The Akufo-Addo government feels that simply paying nursing allowance without any fanfare would not do enough justice to the return of such a policy.
The launch of the restoration of the nurses’ trainee allowance, set for to take place in Sunyani in the Brong Ahafo Region on October 10, will see about 58,000 trainee nurses and midwives receive their monthly allowance after they were scrapped in 2016 by the John Mahama government.
The decision to have an occasion just to symbolize the restoration has been criticized as simply a frivolous move from the government by some sections of the public.

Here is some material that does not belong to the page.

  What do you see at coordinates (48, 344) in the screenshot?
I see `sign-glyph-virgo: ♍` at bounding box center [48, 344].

The Minister of Health, Kwaku Agyemang-Manu, defended the launch, asking why the people would expect the government to restore the allowance quietly.
“We are launching [the restoration of the allowance] to demonstrate to Ghanaians that the government has honored its promise. We don’t want to hide in a room somewhere, pay the allowance and that is the end of it. Ghanaians should know what we are doing,” the Minister of Health stated to the Media after appearing before Parliament.

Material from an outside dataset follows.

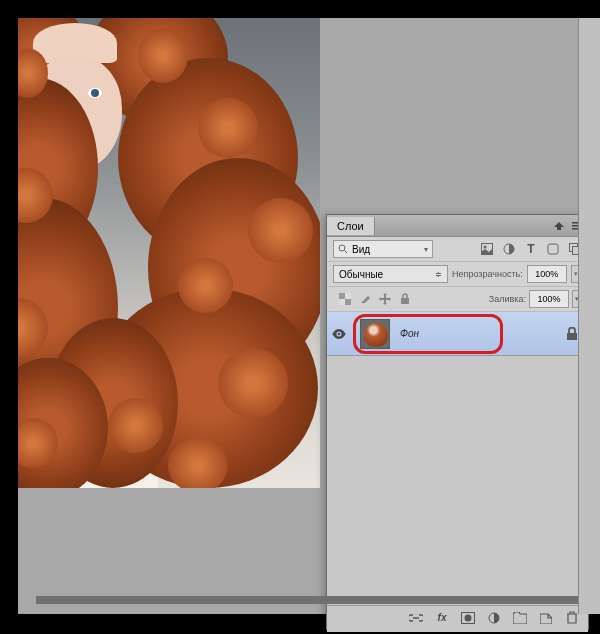 The width and height of the screenshot is (600, 634). What do you see at coordinates (385, 299) in the screenshot?
I see `lock-move-icon` at bounding box center [385, 299].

He stressed that, it was important “to communicate the good works of our President and that is why are we are launching. People are happy; they want to jubilate about it and we want them to jubilate about it.”

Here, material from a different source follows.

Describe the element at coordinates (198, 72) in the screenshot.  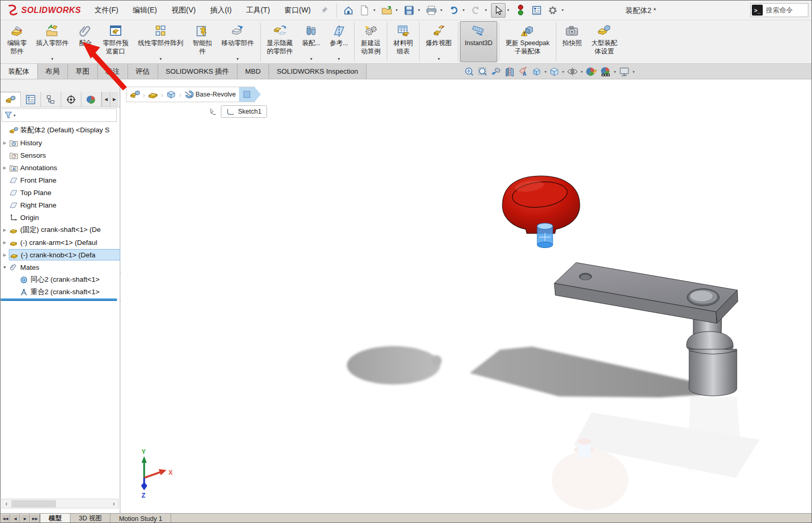
I see `tab-addins: SOLIDWORKS 插件` at that location.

The trainee Nurses allowance was initially scrapped to allow the various training colleges to admit more students in a decision which was met with wide condemnation.
The National Democratic Congress (NDC) earmarked a students’ loan scheme in place of the allowance.
But the Mahama government had agreed to pay a reduced allowance for the trainees temporarily, until such a time that they are finally moved onto the students’ loan scheme.